What is the Lollapalooza Effect?
The Concept
Munger used the term "Lollapalooza effect" for multiple biases, tendencies or mental models acting in compound with each other at the same time in the same direction. The result is often extreme, turning human brains into "mush" due to the confluence of forces greatly increasing the likelihood of acting irrationally.
Why it matters for Berkshire
It works in both directions — explaining Berkshire's greatest wins and worst mistakes. Munger's multidisciplinary model revealed Coca-Cola as a brand with deep psychological impact and habit formation, and helped them avoid catastrophes by recognizing when too many negative biases were stacked.
The three-force threshold
The effect isn't just additive; it's multiplicative past a threshold. Two forces produce a strong outcome. Three or more forces in the same direction produce something qualitatively different. The simulator below shows the score jumping nonlinearly once you cross three active models above 55% intensity.
Coca-Cola 1988
Berkshire bought $1B of Coca-Cola in 1988 — the single largest bet Buffett had ever made at the time. Six forces aligned simultaneously to produce one of the most profitable investments in history.
The test of a business is whether it has a brand that customers will pay up for — year after year, across cultures, across income levels. Coke passes this test in a way almost no other business ever has. When you find that, you buy as much as you can.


▸ **Exercise goal**
Please count the lines in the data below that mention the word "ffffff", then give only the total.

(Stored dataset items)
Content starts

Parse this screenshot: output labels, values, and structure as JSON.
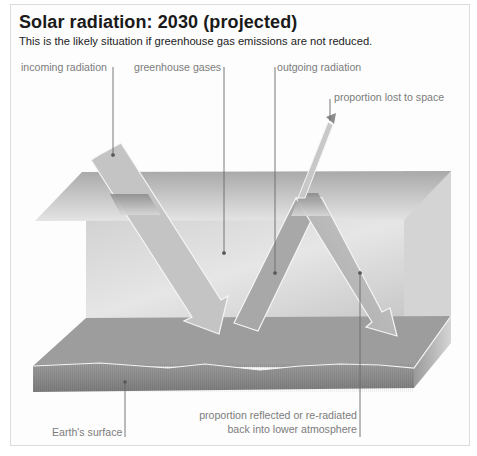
{
  "header": {
    "title": "Solar radiation: 2030 (projected)",
    "subtitle": "This is the likely situation if greenhouse gas emissions are not reduced."
  },
  "labels": {
    "incoming_radiation": "incoming radiation",
    "greenhouse_gases": "greenhouse gases",
    "outgoing_radiation": "outgoing radiation",
    "proportion_lost": "proportion lost to space",
    "earths_surface": "Earth's surface",
    "reflected_line1": "proportion reflected or re-radiated",
    "reflected_line2": "back into lower atmosphere"
  },
  "colors": {
    "background": "#ffffff",
    "frame_border": "#dcdcdc",
    "ground_top": "#9a9a9a",
    "ground_side": "#8a8a8a",
    "atmosphere_layer": "#b8b8b8",
    "back_wall": "#cfcfcf",
    "arrow_fill": "#c4c4c4",
    "arrow_outline": "#ffffff",
    "leader_line": "#666666",
    "label_text": "#7c7c7c"
  }
}
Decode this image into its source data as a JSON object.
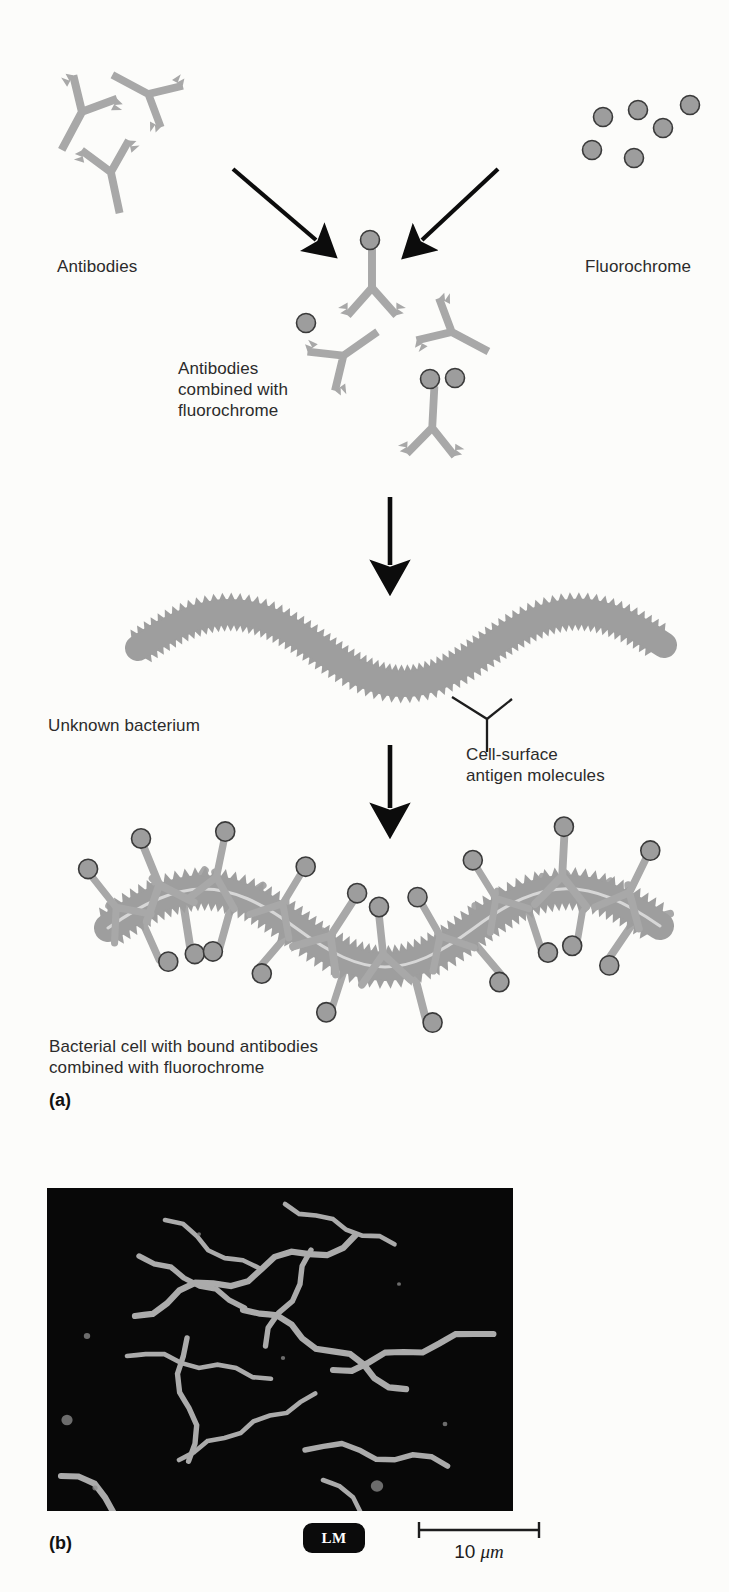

Content ends

▸ **Response**
2